Air ambulance: Cancel, or keep it coming?

air ambulance

Ornge launches project to improve timely access to trauma care for severely injured patients

By Dr. Brodie Nolan

The phones in Ornge’s Operations Control Centre (OCC) ring 24 hours per day, 7 days per week for air ambulance responses across Ontario. Ornge, Ontario’s provider of air ambulance and critical care transport services, transports the most critically ill and injured patients in the province. Approximately 95 per cent of Ornge transports are inter-facility, or hospital to hospital, while the remaining transports are on scene trauma patients.

When Ornge receives a request for an on scene trauma response, the OCC will review all available and closest helicopters to respond. They will then contact the pilots of the closest and available helicopter to conduct a weather check to ensure it is safe to fly. The pilot will accept or decline based on weather and safety. During this process, or often times during the launch of the helicopter, Ornge may be cancelled for multiple reasons, some of which may include death, injuries not requiring air ambulance support or the patient has been transported directly to the hospital by the local paramedic service. Whichever the reason, Ornge is no longer requested to transport the patient at that time. Though, there are many circumstances where an keeping an air ambulance responding may provide benefit to the patient.

Patients who are treated at a trauma centre have better odds of survival.  Likewise, a delay to receiving care at a trauma centre can result in patient harm.  It’s hard to talk about trauma systems without mentioning the concept of the “Golden Hour”, where there is a goal to get severely injured patients to a trauma centre within 60 minutes of injury.

The pre-hospital care system and emergency medical services therefore are an essential component within a trauma system and there is an incredible amount of coordination required to ensure that severely injured patients get appropriate care.  For many patients, this involves bypassing a local hospital to go directly to a trauma centre.  However, Canadian geography can present a barrier to prompt access to care.  In fact, 40 per cent of patients in Ontario live further than a 60-minute drive to a trauma centre.  These patients rely on an air ambulance scene response. Sometimes, however that system doesn’t work as well as it could.

A recent study of Ornge scene requests found that 35 per cent of trauma scene calls destined for Toronto trauma centres were cancelled, but yet 25 per cent of those patients were still eventually transported to a trauma centre.  It also found this resulted in an average delay of 3.5 hours.  Unfortunately, the reason why Ornge was cancelled was unclear over half the time.

To better understand the reasons behind trauma scene call cancellation, Ornge is beginning a project with the intent of improving timely access to trauma care for severely injured patients.  The project will involve many phases, the first of which is to obtain accurate, timely and actionable information on why Ornge is being cancelled from trauma scene calls.  The purpose is to understand why Ornge is being cancelled from a call and to follow-up to see if patients are eventually transferred to a trauma centre or are able to have appropriate care provided at their local hospital.

Going forward, when Ornge is being cancelled from a trauma scene call, they will be asking the attending paramedics and Ambulance Communications Officer (ACO) to provide one of the following four reasons:

  • Patient did not meet Field Trauma Triage Standards
  • Land EMS taking the patient directly to trauma centre
  • Patient is pronounced deceased
  • Patient refusing transport

If the ACO has not obtained this information from the attending paramedics, when possible, they will contact the crew directly to confirm the reason.

It’s important to remember that, in many cases, there is an alternative option to cancelling the air ambulance which could help reduce delays in transport.   In instances where the local responding paramedics have cancelled an Ornge response and transported the patient to a local hospital, it is recommended they update the OCC and responding Ornge crew as to the patient’s condition and the hospital they are transporting to, rather than cancelling. This would allow Ornge to coordinate what’s known as a “modified scene response.” — This occurs when Ornge is dispatched to an alternate landing site which is not the geographic location of an incident. The Ornge crew can rendezvous with the land Paramedic Service, either at the hospital or on route, for patients who may still require transport to a trauma centre.

Dr. Brodie Nolan is an Ornge Transport Physician and Trauma Team Leader at St. Michael’s Hospital in Toronto.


● **WORK TASK**:
What you hand back must match the listing exactly.

● **SUPPLIED DATA**:

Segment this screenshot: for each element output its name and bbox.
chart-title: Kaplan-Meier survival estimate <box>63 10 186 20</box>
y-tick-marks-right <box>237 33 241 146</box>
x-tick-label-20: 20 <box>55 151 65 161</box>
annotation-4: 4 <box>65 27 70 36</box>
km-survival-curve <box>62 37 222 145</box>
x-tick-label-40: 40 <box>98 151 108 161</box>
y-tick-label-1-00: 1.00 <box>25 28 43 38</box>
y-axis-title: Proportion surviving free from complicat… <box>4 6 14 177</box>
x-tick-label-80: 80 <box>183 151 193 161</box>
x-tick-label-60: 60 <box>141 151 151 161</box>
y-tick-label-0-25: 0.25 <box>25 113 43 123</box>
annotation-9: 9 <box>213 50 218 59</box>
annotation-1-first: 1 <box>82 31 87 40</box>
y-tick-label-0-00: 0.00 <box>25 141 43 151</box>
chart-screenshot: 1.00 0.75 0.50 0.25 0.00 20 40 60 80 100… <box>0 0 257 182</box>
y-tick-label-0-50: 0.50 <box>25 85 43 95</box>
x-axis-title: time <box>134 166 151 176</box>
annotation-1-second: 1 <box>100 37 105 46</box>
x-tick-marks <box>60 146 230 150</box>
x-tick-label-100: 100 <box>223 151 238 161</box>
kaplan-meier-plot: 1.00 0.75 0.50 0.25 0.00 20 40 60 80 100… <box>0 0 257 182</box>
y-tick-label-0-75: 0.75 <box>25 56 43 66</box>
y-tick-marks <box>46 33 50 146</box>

● **TASK RESPONSE**:
Segment this screenshot: for each element output its name and bbox.
chart-title: Kaplan-Meier survival estimate <box>63 10 186 20</box>
y-tick-marks-right <box>237 33 241 146</box>
x-tick-label-20: 20 <box>55 151 65 161</box>
annotation-4: 4 <box>65 27 70 36</box>
km-survival-curve <box>62 37 222 145</box>
x-tick-label-40: 40 <box>98 151 108 161</box>
y-tick-label-1-00: 1.00 <box>25 28 43 38</box>
y-axis-title: Proportion surviving free from complicat… <box>4 6 14 177</box>
x-tick-label-80: 80 <box>183 151 193 161</box>
x-tick-label-60: 60 <box>141 151 151 161</box>
y-tick-label-0-25: 0.25 <box>25 113 43 123</box>
annotation-9: 9 <box>213 50 218 59</box>
annotation-1-first: 1 <box>82 31 87 40</box>
y-tick-label-0-00: 0.00 <box>25 141 43 151</box>
chart-screenshot: 1.00 0.75 0.50 0.25 0.00 20 40 60 80 100… <box>0 0 257 182</box>
y-tick-label-0-50: 0.50 <box>25 85 43 95</box>
x-axis-title: time <box>134 166 151 176</box>
annotation-1-second: 1 <box>100 37 105 46</box>
x-tick-marks <box>60 146 230 150</box>
x-tick-label-100: 100 <box>223 151 238 161</box>
kaplan-meier-plot: 1.00 0.75 0.50 0.25 0.00 20 40 60 80 100… <box>0 0 257 182</box>
y-tick-label-0-75: 0.75 <box>25 56 43 66</box>
y-tick-marks <box>46 33 50 146</box>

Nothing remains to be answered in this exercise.